[4] They are part of a family of expressions in which an odd-sounding item, such as enchilada, shooting match, shebang or hog, is substituted for ball of wax.
Much of the interest in the phrase's etymology can be attributed to New York Times language columnist William Safire, who wrote extensively on this question.
While hoping to find a shirt to borrow, he hints to his lawyer friend (Mr. C.) that he needs one in order to attend a prominent party the following evening.
In 1912, a local newspaper in Kentucky asked readers to, "Just wait boys until the fix gets to a fever heat and they will tell the whole six yards.
[20] In 1964, several newspapers published a syndicated story which explained that "Give 'em the whole nine yards" was NASA talk for an item-by-item report.
[26] It is also recorded in two contemporary novels concerning the U.S. Air Force in Vietnam, Carl Krueger's Wings of a Tiger (1966),[27] and Elaine Shepard's The Doom Pussy (1967).
[28] William Safire, a language columnist at the New York Times, asked listeners for information regarding the origin of the phrase on Larry King's radio show in 1982.
[15][29] The Historical Dictionary of American Slang (1997) cited Shepard's novel, thus pushing the earliest known usage back to 1967.
[30] Several key discoveries in further antedating the phrase were made by Bonnie Taylor-Blake, a neuroscience researcher at the University of North Carolina at Chapel Hill and an amateur member of the American Dialect Society, an association of professional and amateur linguists whose mailing list often serves as a forum for word and phrase discoveries.
In 2012, Taylor-Blake discovered the 1956 and 1957 uses in Kentucky Happy Hunting Ground, and later that year she and Fred R. Shapiro found the "whole six yards" examples from the 1912–1921 period, which received substantial publicity.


**Task instructions:**
Tally the lines in these records that hold the string "marks", and reply with the number alone.
+++
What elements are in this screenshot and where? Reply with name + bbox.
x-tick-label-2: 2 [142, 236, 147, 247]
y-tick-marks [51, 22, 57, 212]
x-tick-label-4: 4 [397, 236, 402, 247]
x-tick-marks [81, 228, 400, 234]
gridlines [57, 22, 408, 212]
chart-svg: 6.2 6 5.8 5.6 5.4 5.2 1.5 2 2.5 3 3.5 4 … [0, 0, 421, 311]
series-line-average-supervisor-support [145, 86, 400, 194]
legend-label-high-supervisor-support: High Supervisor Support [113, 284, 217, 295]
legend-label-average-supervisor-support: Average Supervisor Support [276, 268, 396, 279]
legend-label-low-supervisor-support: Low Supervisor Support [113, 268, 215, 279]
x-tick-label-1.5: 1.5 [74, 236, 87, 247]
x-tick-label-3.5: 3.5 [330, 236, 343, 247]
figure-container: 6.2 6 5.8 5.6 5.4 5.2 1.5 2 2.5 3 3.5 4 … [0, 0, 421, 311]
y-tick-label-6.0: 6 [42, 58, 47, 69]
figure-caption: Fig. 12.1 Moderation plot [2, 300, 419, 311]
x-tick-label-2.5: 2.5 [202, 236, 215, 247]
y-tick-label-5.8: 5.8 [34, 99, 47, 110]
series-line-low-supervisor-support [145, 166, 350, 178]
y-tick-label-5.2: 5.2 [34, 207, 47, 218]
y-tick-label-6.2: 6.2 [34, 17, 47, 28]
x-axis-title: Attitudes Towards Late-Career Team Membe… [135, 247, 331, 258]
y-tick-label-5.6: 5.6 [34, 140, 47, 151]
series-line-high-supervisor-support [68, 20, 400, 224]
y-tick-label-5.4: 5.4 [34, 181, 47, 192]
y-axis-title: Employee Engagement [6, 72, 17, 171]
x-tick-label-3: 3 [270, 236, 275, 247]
+++
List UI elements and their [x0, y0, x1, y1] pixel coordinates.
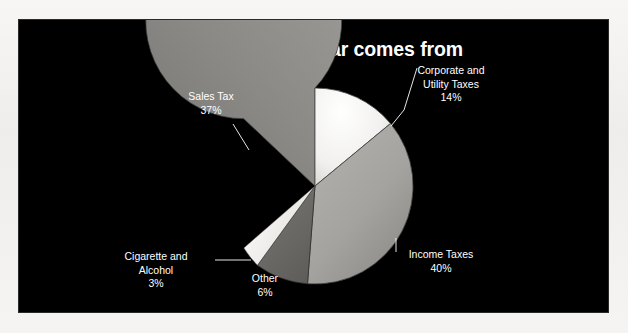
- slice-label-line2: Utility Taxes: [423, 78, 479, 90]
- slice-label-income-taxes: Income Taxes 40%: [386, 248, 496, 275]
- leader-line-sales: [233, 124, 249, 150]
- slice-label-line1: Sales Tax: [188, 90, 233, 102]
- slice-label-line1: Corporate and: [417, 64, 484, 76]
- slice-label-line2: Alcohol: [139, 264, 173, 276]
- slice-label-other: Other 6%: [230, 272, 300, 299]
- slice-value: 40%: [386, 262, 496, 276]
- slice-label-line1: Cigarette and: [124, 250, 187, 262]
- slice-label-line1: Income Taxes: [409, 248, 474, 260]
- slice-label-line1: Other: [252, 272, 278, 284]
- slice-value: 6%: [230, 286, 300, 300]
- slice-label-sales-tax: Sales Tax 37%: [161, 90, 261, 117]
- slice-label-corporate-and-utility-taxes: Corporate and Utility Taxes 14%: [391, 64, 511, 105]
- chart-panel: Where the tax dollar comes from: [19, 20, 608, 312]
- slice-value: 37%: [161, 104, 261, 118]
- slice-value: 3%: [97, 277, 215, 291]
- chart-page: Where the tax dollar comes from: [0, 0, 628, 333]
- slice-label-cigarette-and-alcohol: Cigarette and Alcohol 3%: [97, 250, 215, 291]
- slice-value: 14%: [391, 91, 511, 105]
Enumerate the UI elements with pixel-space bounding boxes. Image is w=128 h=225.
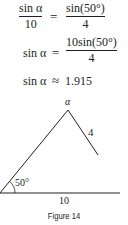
+++
**The answer:**
2